Cancel a running async task. Use this to stop a long-running scan, assess, bypass, or discover operation that is no longer needed. USE THIS TOOL WHEN: • The user wants to stop a running task • A task is taking too long and you want to abort it • The user has changed their mind about what to test Only running/pending tasks can be cancelled. Completed or failed tasks cannot be cancelled. EXAMPLE: {"task_id": "task_a1b2c3d4e5f6g7h8"}
Compare current scan findings against a saved baseline to detect regressions, fixes, and new findings.

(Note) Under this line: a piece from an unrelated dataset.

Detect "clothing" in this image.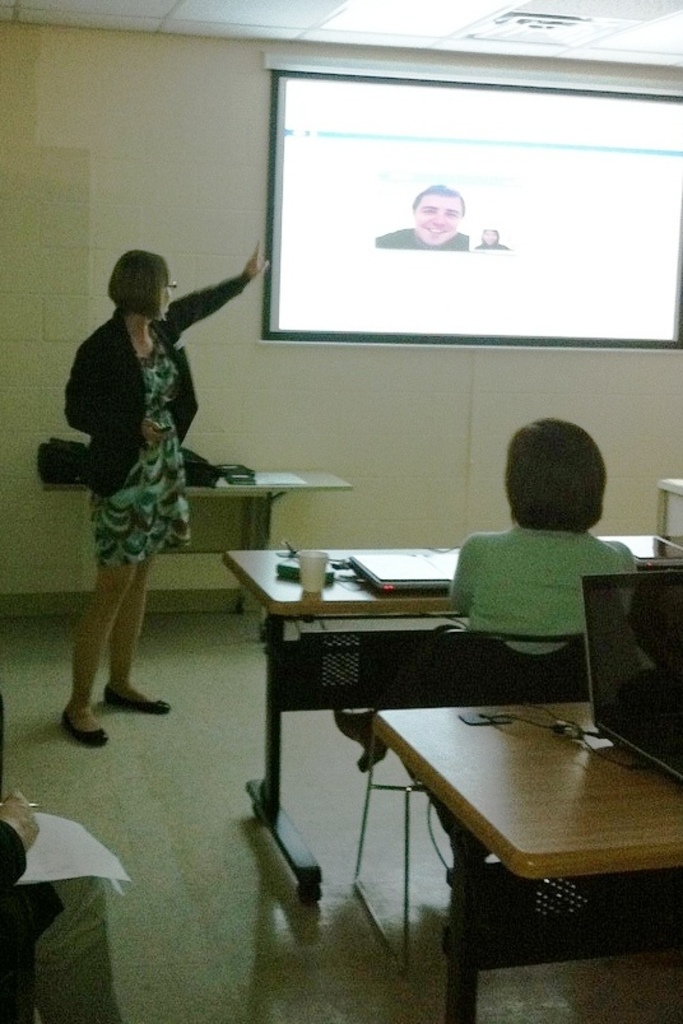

USE when: - You want to diff two scan results to see what changed - You need to detect regressions after making changes - You want to verify fixes Result format: JSON with fixed, regressed, new, unchanged arrays and counts.
Extract and describe all authentication schemes declared in an API specification. USE when: - You need to understand what auth the API expects - You want to configure auth tokens before scanning - You need OAuth flow details (token URLs, scopes) Result format: JSON with schemes array, each containing name, type, details, and per-endpoint auth requirements.

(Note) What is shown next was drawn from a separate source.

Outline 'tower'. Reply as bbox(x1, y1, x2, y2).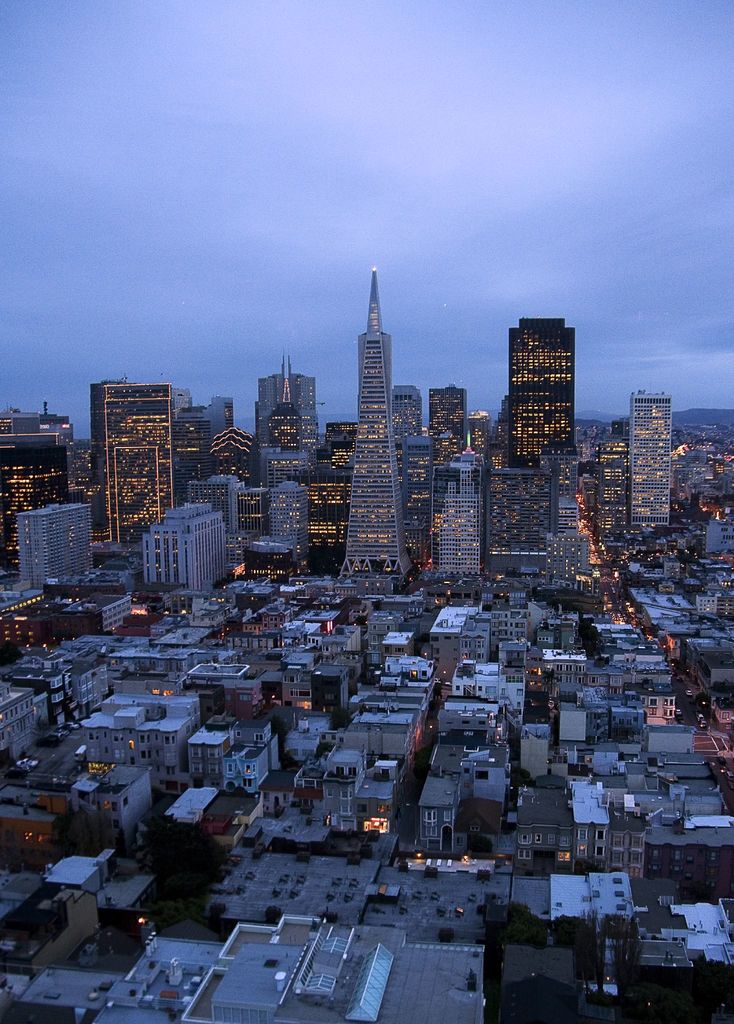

Attack surface discovery and intelligent test plan generation workflow.
Systematic evasion technique research workflow. Tests encoding and mutation combinations against a specific WAF.
Enterprise-grade WAF assessment with metrics, grading, and OWASP compliance mapping.
Comprehensive 5-phase WAF security audit workflow. Guides through detection, discovery, scanning, assessment, and reporting.
Spec-first API security audit: validate spec, generate intelligent plan, execute targeted attacks, and report findings.
Default configuration values, bounds, and recommendations for all tools.
Catalog of WAF evasion encodings and techniques with effectiveness ratings.
Comprehensive guide to WAF security testing methodology, best practices, and interpretation.
Description of the 8-layer intelligence engine that auto-selects attacks per endpoint.
OWASP Top 10 2021 category mappings for all attack types, with CWE references.
Scores are informational only and provided “as is” without warranty. AgentHotspot assumes no liability for actions taken based on these ratings.